Eight Variations on Being Blocked
- Elise V Allan
- Jun 10, 2020
- 3 min read
first published June 2018

When we talk about creative block, I wonder if we all mean the same thing. Here are eight ways different people might describe their creative stuckness.
1. Nothing feels authentic, I don't feel connected to what I’m doing. I feel cut off from myself, and what I’ve been trying to do just doesn’t feel connected to my values.
2. There’s no cohesion or clarity in the ideas. The structure isn’t working, it isn’t precise enough, and at the moment it’s full of contradictions.
3. The way I’ve always gone about things isn’t working; it’s as if I’m disconnected from my history and all I’ve learned and I’ve lost my bearings.
4. I have no sense of new possibilities; the ideas that are coming to me don’t seem to be forming any pattern, and I can’t move forward. I have no vision of where I’m going.
5. There’s no way this will connect with my audience – I don’t even feel sure who my audience is. I don’t see any point in making work that no one’s going to relate to.
6. I’m not getting things done; I’ve been wasting time on strategies that don’t work; nothing’s been ticked off my ‘to do’ list, the way I’ve been going about things has been ineffective and inefficient.
7. The problem is physical or practical. I need equipment or training to build my muscles, or time to research the history of how this has been done before. Everything’s on hold because I don’t have the resources or energy.
8. I want to test out my theories in the world; but things aren’t going well, somehow. I like jumping into a new environment, just trying something out and seeing what happens, but at the moment everything I try seems to end up as a damp squib.
Susan Cain’s Ted talk and book, Quiet, where she wrote about living as an introvert in a world of extraverts, brought the public’s attention to some of the differences between those who are energised by time alone, and those who are energised by being out and about in the world. In Mihaly Csikszentmihalyi’s research into creativity, he revealed that the successful creative people he had interviewed held a balance between introversion and extraversion and many other polarities.
What if the problem with creative block is that the terms we use to identify it are part of the problem?

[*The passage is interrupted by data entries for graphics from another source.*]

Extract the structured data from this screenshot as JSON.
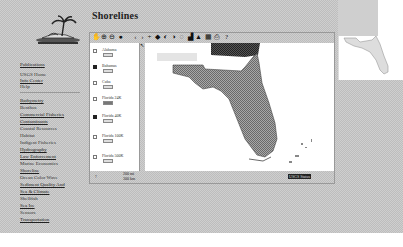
{
  "sidebar": {
    "logo_alt": "Palm tree island logo",
    "top_links": [
      {
        "label": "Publications",
        "top": 62
      },
      {
        "label": "USGS Home",
        "top": 72
      },
      {
        "label": "Info Center",
        "top": 78
      },
      {
        "label": "Help",
        "top": 84
      }
    ],
    "items": [
      "Bathymetry",
      "Benthos",
      "Commercial Fisheries",
      "Contaminants",
      "Coastal Resources",
      "Habitat",
      "Indigent Fisheries",
      "Hydrography",
      "Law Enforcement",
      "Marine Economics",
      "Shoreline",
      "Ocean Color Wave",
      "Sediment Quality And",
      "Sea & Climate",
      "Shellfish",
      "Sea Ice",
      "Sensors",
      "Transportation"
    ]
  },
  "header": {
    "title": "Shorelines"
  },
  "viewer": {
    "toolbar": {
      "icons": [
        {
          "name": "pan-icon",
          "glyph": "✋"
        },
        {
          "name": "zoom-in-icon",
          "glyph": "⊕"
        },
        {
          "name": "zoom-out-icon",
          "glyph": "⊖"
        },
        {
          "name": "globe-icon",
          "glyph": "●"
        },
        {
          "name": "back-icon",
          "glyph": "‹"
        },
        {
          "name": "forward-icon",
          "glyph": "›"
        },
        {
          "name": "pointer-icon",
          "glyph": "+"
        },
        {
          "name": "identify-icon",
          "glyph": "◆"
        },
        {
          "name": "refresh-icon",
          "glyph": "◐"
        },
        {
          "name": "select-icon",
          "glyph": "◑"
        },
        {
          "name": "clear-icon",
          "glyph": "◌"
        },
        {
          "name": "measure-icon",
          "glyph": "▟"
        },
        {
          "name": "buffer-icon",
          "glyph": "▲"
        },
        {
          "name": "query-icon",
          "glyph": "▦"
        },
        {
          "name": "print-icon",
          "glyph": "⎙"
        },
        {
          "name": "help-icon",
          "glyph": "?"
        }
      ]
    },
    "legend": {
      "layers": [
        {
          "label": "Alabama",
          "checked": false,
          "dark": false
        },
        {
          "label": "Bahamas",
          "checked": true,
          "dark": false
        },
        {
          "label": "Cuba",
          "checked": false,
          "dark": false
        },
        {
          "label": "Florida 24K",
          "checked": false,
          "dark": true
        },
        {
          "label": "Florida 40K",
          "checked": true,
          "dark": false
        },
        {
          "label": "Florida 100K",
          "checked": false,
          "dark": false
        },
        {
          "label": "Florida 500K",
          "checked": false,
          "dark": false
        }
      ]
    },
    "statusbar": {
      "left_text": "?",
      "scale_text": "200 mi",
      "scale_sub": "300 km",
      "right_text": "USGS Status"
    }
  },
  "colors": {
    "background_dither": "#cfcfcf",
    "land_fill": "#8a8a8a",
    "state_border_region": "#444444"
  }
}
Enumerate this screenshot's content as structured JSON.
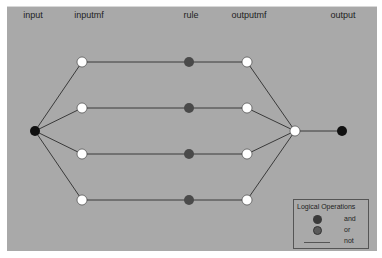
{
  "columns": [
    {
      "label": "input",
      "x": 33
    },
    {
      "label": "inputmf",
      "x": 89
    },
    {
      "label": "rule",
      "x": 191
    },
    {
      "label": "outputmf",
      "x": 249
    },
    {
      "label": "output",
      "x": 343
    }
  ],
  "colors": {
    "background": "#a9a9a9",
    "input_node": "#111111",
    "membership_node": "#ffffff",
    "rule_node": "#4a4a4a",
    "output_node": "#111111",
    "edge": "#3a3a3a",
    "and_symbol": "#3a3a3a",
    "or_symbol": "#5a5a5a"
  },
  "nodes": {
    "input": {
      "x": 35,
      "y": 131
    },
    "inputmf": [
      {
        "x": 82,
        "y": 62
      },
      {
        "x": 82,
        "y": 108
      },
      {
        "x": 82,
        "y": 154
      },
      {
        "x": 82,
        "y": 200
      }
    ],
    "rule": [
      {
        "x": 189,
        "y": 62
      },
      {
        "x": 189,
        "y": 108
      },
      {
        "x": 189,
        "y": 154
      },
      {
        "x": 189,
        "y": 200
      }
    ],
    "outputmf": [
      {
        "x": 247,
        "y": 62
      },
      {
        "x": 247,
        "y": 108
      },
      {
        "x": 247,
        "y": 154
      },
      {
        "x": 247,
        "y": 200
      }
    ],
    "aggregate": {
      "x": 295,
      "y": 131
    },
    "output": {
      "x": 342,
      "y": 131
    }
  },
  "legend": {
    "title": "Logical Operations",
    "items": [
      {
        "label": "and",
        "symbol": "filled-circle-dark"
      },
      {
        "label": "or",
        "symbol": "filled-circle-gray"
      },
      {
        "label": "not",
        "symbol": "line"
      }
    ]
  }
}
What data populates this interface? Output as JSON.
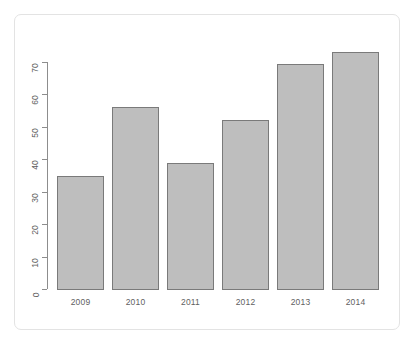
{
  "figure": {
    "background_color": "#ffffff",
    "frame_color": "#e3e3e3",
    "bar_fill_color": "#bebebe",
    "bar_border_color": "#7a7a7a",
    "axis_color": "#8d8d8d",
    "tick_label_color": "#5f5f5f"
  },
  "chart_data": {
    "type": "bar",
    "title": "",
    "subtitle": "",
    "xlabel": "",
    "ylabel": "",
    "categories": [
      "2009",
      "2010",
      "2011",
      "2012",
      "2013",
      "2014"
    ],
    "values": [
      35,
      56,
      39,
      52,
      69.5,
      73
    ],
    "ylim": [
      0,
      75
    ],
    "yticks": [
      0,
      10,
      20,
      30,
      40,
      50,
      60,
      70
    ],
    "ytick_labels": [
      "0",
      "10",
      "20",
      "30",
      "40",
      "50",
      "60",
      "70"
    ],
    "grid": false,
    "legend": null,
    "legend_position": "none",
    "ytick_label_rotation": -90,
    "annotations": []
  },
  "geometry": {
    "baseline_y": 289,
    "y_at_70": 62,
    "bar_left_x": [
      57,
      112,
      167,
      222,
      277,
      332
    ],
    "bar_width": 47,
    "tick_x_left": 42,
    "axis_x": 47
  }
}
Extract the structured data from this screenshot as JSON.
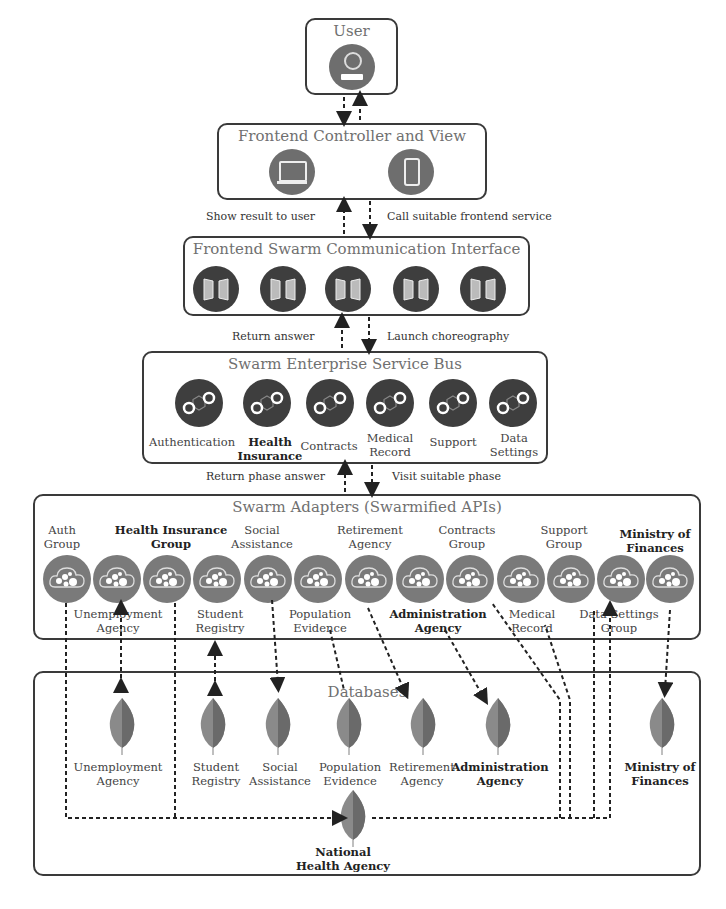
{
  "user_box": {
    "title": "User",
    "icon": "user-icon"
  },
  "frontend_box": {
    "title": "Frontend Controller and View",
    "icons": [
      "laptop-icon",
      "smartphone-icon"
    ]
  },
  "arrows_frontend": {
    "up": "Show result to user",
    "down": "Call suitable frontend service"
  },
  "fsci_box": {
    "title": "Frontend Swarm Communication Interface",
    "icon_count": 5,
    "icon": "door-icon"
  },
  "arrows_fsci": {
    "up": "Return answer",
    "down": "Launch choreography"
  },
  "esb_box": {
    "title": "Swarm Enterprise Service Bus",
    "services": [
      {
        "label": "Authentication",
        "bold": false
      },
      {
        "label": "Health Insurance",
        "bold": true
      },
      {
        "label": "Contracts",
        "bold": false
      },
      {
        "label": "Medical Record",
        "bold": false
      },
      {
        "label": "Support",
        "bold": false
      },
      {
        "label": "Data Settings",
        "bold": false
      }
    ]
  },
  "arrows_esb": {
    "up": "Return phase answer",
    "down": "Visit suitable phase"
  },
  "adapters_box": {
    "title": "Swarm Adapters (Swarmified APIs)",
    "top_labels": [
      {
        "label": "Auth Group",
        "bold": false
      },
      {
        "label": "Health Insurance Group",
        "bold": true
      },
      {
        "label": "Social Assistance",
        "bold": false
      },
      {
        "label": "Retirement Agency",
        "bold": false
      },
      {
        "label": "Contracts Group",
        "bold": false
      },
      {
        "label": "Support Group",
        "bold": false
      },
      {
        "label": "Ministry of Finances",
        "bold": true
      }
    ],
    "bottom_labels": [
      {
        "label": "Unemployment Agency",
        "bold": false
      },
      {
        "label": "Student Registry",
        "bold": false
      },
      {
        "label": "Population Evidence",
        "bold": false
      },
      {
        "label": "Administration Agency",
        "bold": true
      },
      {
        "label": "Medical Record",
        "bold": false
      },
      {
        "label": "Data Settings Group",
        "bold": false
      }
    ],
    "adapter_count": 13
  },
  "databases_box": {
    "title": "Databases",
    "dbs": [
      {
        "label": "Unemployment Agency",
        "bold": false
      },
      {
        "label": "Student Registry",
        "bold": false
      },
      {
        "label": "Social Assistance",
        "bold": false
      },
      {
        "label": "Population Evidence",
        "bold": false
      },
      {
        "label": "Retirement Agency",
        "bold": false
      },
      {
        "label": "Administration Agency",
        "bold": true
      },
      {
        "label": "Ministry of Finances",
        "bold": true
      }
    ],
    "central_db": {
      "label": "National Health Agency",
      "bold": true
    }
  },
  "colors": {
    "border": "#3a3a3a",
    "title_gray": "#707070",
    "icon_dark": "#3e3e3e",
    "adapter_gray": "#7a7a7a",
    "leaf_gray": "#777777"
  }
}
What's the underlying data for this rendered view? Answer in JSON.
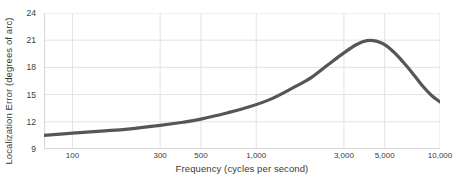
{
  "chart_data": {
    "type": "line",
    "title": "",
    "xlabel": "Frequency (cycles per second)",
    "ylabel": "Localization Error  (degrees of arc)",
    "xscale": "log",
    "xlim": [
      70,
      10000
    ],
    "ylim": [
      9,
      24
    ],
    "grid": true,
    "legend": "none",
    "x_ticks": [
      {
        "value": 100,
        "label": "100"
      },
      {
        "value": 300,
        "label": "300"
      },
      {
        "value": 500,
        "label": "500"
      },
      {
        "value": 1000,
        "label": "1,000"
      },
      {
        "value": 3000,
        "label": "3,000"
      },
      {
        "value": 5000,
        "label": "5,000"
      },
      {
        "value": 10000,
        "label": "10,000"
      }
    ],
    "y_ticks": [
      {
        "value": 9,
        "label": "9"
      },
      {
        "value": 12,
        "label": "12"
      },
      {
        "value": 15,
        "label": "15"
      },
      {
        "value": 18,
        "label": "18"
      },
      {
        "value": 21,
        "label": "21"
      },
      {
        "value": 24,
        "label": "24"
      }
    ],
    "series": [
      {
        "name": "Localization error",
        "color": "#565656",
        "line_width": 3.2,
        "x": [
          70,
          100,
          150,
          200,
          300,
          400,
          500,
          700,
          900,
          1200,
          1600,
          2000,
          2500,
          3000,
          3500,
          4000,
          4500,
          5000,
          5600,
          6300,
          7000,
          8000,
          9000,
          10000
        ],
        "y": [
          10.5,
          10.75,
          11.0,
          11.2,
          11.6,
          11.95,
          12.3,
          13.0,
          13.6,
          14.5,
          15.8,
          16.9,
          18.4,
          19.6,
          20.5,
          20.95,
          20.9,
          20.5,
          19.7,
          18.6,
          17.5,
          16.0,
          14.9,
          14.2
        ]
      }
    ]
  },
  "axis": {
    "y_title": "Localization Error  (degrees of arc)",
    "x_title": "Frequency (cycles per second)"
  },
  "colors": {
    "line": "#565656",
    "grid": "#e3e3e3",
    "axis": "#d8d8d8",
    "text": "#3a3a3a",
    "background": "#ffffff"
  }
}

I wonder if those variations on being blocked are better tackled at face value, or if we might look at reframing the problem in terms of one of the other statements. For example, rather than continuing to ask ourselves, “who am I”, we might put ourselves into a strange environment and learn more about ourselves and what we value from our responses to the new situation. Rather than doggedly working through a to-do list, we might spend time journaling or meditating to find out what actually holds meaning for us, and what is mere busyness for its own sake.
In the first example the problem is framed in introvert terms and an extraverted solution has been suggested; in the second, it’s the reverse. The change is from going inside ourselves for answers to looking out towards the world; or from searching for a solution outside ourselves to looking within.
In their podcasts and articles, the creators of personalityhacker.com use the *Myers-Briggs test* - a psychometric test - which they’ve developed to help “to understand what drives you, [which] is key to getting where you want to go.” They provide in depth information on how we can best work with both our introverted and extraverted sides. You can find out your type, and through delving deeper into the information they offer – specifically on the ‘car model’ - you can work out what strengths you are likely to be under using, and also where you might tend to get stuck in comfortable habits that don’t support growth or creativity. (A lot of their content is free.)
I definitely feel some resistance to shifting out of my preferred state, but as I've been looking back through my work - for a future retrospective - I can see that where the big creative movements have taken place, I had changed gear from my preference and created more of a balance, however temporary, between looking inside and looking outwards. We need both.
*The Myers-Briggs test was developed from Carl Jung’s ideas about the thinking/feeling, the intuition/sensation, and the extraversion/introversion polarities. Myers and Briggs added the polarity of judgement/perception.
Image: 'Mirror, Balcony Door", acrylic on canvas, 2005, Elise V Allan.